There's a common warning about our planet's future: the risk of food shortages.
"We've got a growing world and a hungry world. We need to make sure we do our part in helping feed that hungry world," said Kip Tom, a farmer from Indiana who's currently the U.S. ambassador to the UN's Food and Agriculture Organization, as he closed a panel discussion in 2018.
"That is totally the mantra," says Catherine Kling, an economist at Cornell University. "I'll bet I've been to 50 talks in the last five, 10 years where the beginning is, 'We have to feed 9 billion people by 2050. This is a crisis situation.' The word 'crisis' gets used regularly."
But, in fact, the long-term trend, for more than a century, has been toward ever more abundant food, and declining prices.
To be sure, every once in a while, it really does seem like a crisis. It certainly did in 2008. Tom Hertel, a economist at Purdue University, remembers it well. "This was right in the thick of the biofuel-driven madness," Hertel says, when government policies drove a surge in demand for corn to make ethanol. Rice and wheat prices were spiking for other reasons.
"People were really panicking," he says. Some economists thought that consumers would always experience chronic food shortages and high prices.
Hertel didn't believe it, though. He and his colleagues have a computer model of long-term trends that drive supply and demand for global food, and their model predicted plenty of food, with lower prices.
"So we wrote this paper, 'Debunking the New Normal,' and it was very unpopular," he recalls. "In fact, we weren't able to publish it!"
Eventually, he did find a journal to publish it. And he turned out to be right. Prices soon came back down.
And in fact, the long-term trend, for more than a century, has been toward ever more abundant food, and declining prices. From 1900 to 2000, Hertel says, the number of people in the world quadrupled, yet food prices at the end of the century were only one-third of their starting level.
It's true, of course, that millions of people in the world are hungry or malnourished. But Hertel and Kling say the main reason is that people lack the money to buy food, or because of war and political oppression. Reducing hunger requires addressing poverty and conflict, not just growing more food.
Kling, in fact, is mystified by all the talk about potential food shortages. "Part of the reason may be it's an effective communication device," she says. Farmers and their lobbyists, she says, use the idea that the world needs more food to argue that governments shouldn't impose environmental regulations that might force farmers to pay for all the water pollution they cause, and the wetlands that they destroy. They say, "Oh, we can't possibly impose those costs. Farmers will go out of business and we'll starve," she says.
Even scientists may sometimes have reason to overstate the risks of future food shortages. In 2008, Hertel says, "if you were in the market to raise money for agricultural research, it was a beneficial message."
Also, it's human to worry, and it's easy to think of things that could disrupt the supply of food. For instance, right now, there's climate change.
Tom Hertel has been looking at this. He says there is tremendous uncertainty, but a good chance that food production could get hammered by a warming planet after about 2050.
For the next few decades, though, the trends point toward continuing abundance. Farmers keep finding ways to grow more food on the same amount of land. Population growth, which is the major factor driving the increase in demand for food, is now slowing down.
In fact, U.S. farmers have been so unhappy about low prices for their corn and soybeans and milk in recent years that they've demanded, and received, billions of dollars in government aid. Much of that aid has been justified as compensation for falling prices that followed the Trump administration's trade fight with China, but economists say those prices were declining anyway.
Hertel says this situation gives governments an opportunity to address something more pressing. "The issue is not, can we produce enough food," he says. "It is, can we produce enough food in a way that doesn't destroy the environment."
Farming consumes vast amounts of the planet's land and water. But as farming becomes more productive, perhaps some of that land could be spared. Farmers could turn some cropland back into grasslands, or forest, or wetlands. "If farmers were paid to do this, this could be a very profitable activity, and it could become an important part of their revenue stream," Hertel says. This is already happening in Europe.
This reduces greenhouse emissions. It could help farmers cope with the warming climate, years from now.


--- BRIEF ---
Which of the lines below contain the string "axis"? Pull each one out of the data.
-------- INPUT DATA
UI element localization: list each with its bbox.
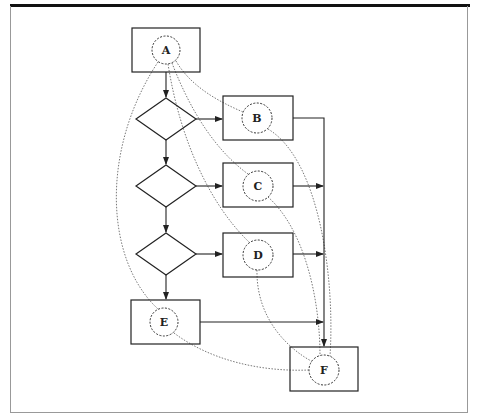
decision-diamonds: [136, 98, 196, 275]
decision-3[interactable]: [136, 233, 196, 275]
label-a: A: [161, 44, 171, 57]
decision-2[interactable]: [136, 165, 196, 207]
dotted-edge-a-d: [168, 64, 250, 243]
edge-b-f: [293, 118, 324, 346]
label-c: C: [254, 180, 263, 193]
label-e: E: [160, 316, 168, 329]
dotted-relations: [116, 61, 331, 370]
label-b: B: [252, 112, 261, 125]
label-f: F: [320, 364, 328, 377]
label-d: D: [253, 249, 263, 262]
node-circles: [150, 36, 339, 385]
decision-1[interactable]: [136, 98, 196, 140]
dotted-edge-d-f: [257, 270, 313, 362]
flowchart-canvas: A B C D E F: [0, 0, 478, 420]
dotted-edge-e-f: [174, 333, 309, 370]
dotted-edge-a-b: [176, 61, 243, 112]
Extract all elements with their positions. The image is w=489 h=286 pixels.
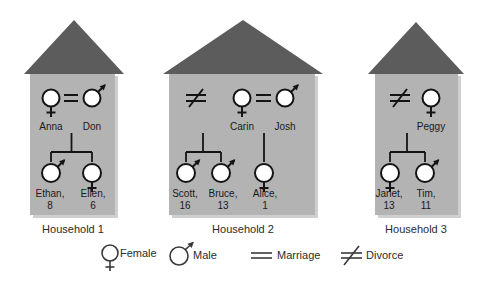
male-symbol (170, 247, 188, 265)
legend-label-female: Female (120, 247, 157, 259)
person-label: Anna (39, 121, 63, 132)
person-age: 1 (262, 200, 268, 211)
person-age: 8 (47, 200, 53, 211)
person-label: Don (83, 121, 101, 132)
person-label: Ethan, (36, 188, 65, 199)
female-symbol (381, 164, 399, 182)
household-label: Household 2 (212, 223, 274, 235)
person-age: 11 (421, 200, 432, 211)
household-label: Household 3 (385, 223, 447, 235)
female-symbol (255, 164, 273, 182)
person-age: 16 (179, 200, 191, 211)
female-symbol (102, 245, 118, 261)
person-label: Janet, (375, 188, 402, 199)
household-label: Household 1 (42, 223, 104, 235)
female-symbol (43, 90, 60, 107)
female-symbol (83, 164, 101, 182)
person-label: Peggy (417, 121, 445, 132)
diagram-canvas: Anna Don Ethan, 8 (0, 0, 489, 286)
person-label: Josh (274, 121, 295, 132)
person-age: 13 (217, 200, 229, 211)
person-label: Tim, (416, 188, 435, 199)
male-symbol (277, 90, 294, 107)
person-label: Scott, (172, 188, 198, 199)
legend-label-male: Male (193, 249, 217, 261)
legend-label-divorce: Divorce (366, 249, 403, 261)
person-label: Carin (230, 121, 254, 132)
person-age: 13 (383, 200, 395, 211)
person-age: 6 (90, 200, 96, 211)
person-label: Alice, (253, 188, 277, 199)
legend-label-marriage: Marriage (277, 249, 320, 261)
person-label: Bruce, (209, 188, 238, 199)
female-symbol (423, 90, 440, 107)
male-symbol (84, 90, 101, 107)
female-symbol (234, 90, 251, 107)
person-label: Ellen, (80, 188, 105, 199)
----------------
-------- INPUT DATA
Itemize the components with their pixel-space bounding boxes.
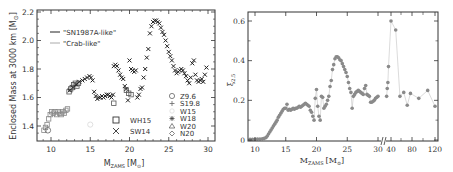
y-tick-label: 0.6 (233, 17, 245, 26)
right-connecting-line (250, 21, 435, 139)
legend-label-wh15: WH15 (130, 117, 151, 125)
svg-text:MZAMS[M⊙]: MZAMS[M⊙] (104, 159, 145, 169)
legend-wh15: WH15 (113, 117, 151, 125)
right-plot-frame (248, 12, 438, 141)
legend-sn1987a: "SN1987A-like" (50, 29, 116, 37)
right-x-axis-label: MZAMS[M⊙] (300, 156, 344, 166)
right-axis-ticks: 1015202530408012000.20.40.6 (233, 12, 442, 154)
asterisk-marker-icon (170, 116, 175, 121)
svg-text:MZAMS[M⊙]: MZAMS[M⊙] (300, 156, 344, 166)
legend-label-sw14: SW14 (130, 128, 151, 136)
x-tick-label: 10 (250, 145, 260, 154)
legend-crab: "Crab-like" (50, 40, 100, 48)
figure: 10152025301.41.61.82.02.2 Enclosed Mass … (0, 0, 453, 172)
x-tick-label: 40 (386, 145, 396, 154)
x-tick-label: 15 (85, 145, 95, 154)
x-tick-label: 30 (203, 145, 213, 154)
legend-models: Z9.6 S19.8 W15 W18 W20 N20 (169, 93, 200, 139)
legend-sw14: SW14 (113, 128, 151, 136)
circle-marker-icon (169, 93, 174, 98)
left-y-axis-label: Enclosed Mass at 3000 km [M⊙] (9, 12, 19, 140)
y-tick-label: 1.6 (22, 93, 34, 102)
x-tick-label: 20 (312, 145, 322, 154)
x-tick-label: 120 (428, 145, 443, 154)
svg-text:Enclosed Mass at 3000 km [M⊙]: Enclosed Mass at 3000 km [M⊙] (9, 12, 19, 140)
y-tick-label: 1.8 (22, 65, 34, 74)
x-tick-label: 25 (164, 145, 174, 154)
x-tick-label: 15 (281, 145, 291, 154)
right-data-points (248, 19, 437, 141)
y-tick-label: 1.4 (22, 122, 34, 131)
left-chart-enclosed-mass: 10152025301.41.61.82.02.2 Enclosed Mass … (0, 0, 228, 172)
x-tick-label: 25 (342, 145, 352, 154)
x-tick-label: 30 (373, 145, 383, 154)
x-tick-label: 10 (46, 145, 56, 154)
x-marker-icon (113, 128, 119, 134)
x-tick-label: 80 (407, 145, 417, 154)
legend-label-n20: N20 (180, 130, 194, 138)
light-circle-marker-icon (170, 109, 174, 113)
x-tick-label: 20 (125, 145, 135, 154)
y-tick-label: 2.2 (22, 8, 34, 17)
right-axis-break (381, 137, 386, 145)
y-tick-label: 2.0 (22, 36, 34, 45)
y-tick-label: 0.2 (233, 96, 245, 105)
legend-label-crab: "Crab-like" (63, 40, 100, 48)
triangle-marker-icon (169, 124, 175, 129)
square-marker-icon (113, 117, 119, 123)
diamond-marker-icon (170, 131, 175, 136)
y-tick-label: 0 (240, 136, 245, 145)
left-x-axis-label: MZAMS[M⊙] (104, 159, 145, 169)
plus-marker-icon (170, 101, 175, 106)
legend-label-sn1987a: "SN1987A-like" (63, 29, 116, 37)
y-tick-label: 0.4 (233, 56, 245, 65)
----------------
--- RESPONSE ---
right-x-axis-label: MZAMS[M⊙] (300, 156, 344, 166)
right-axis-ticks: 1015202530408012000.20.40.6 (233, 12, 442, 154)
left-y-axis-label: Enclosed Mass at 3000 km [M⊙] (9, 12, 19, 140)
right-axis-break (381, 137, 386, 145)
left-x-axis-label: MZAMS[M⊙] (104, 159, 145, 169)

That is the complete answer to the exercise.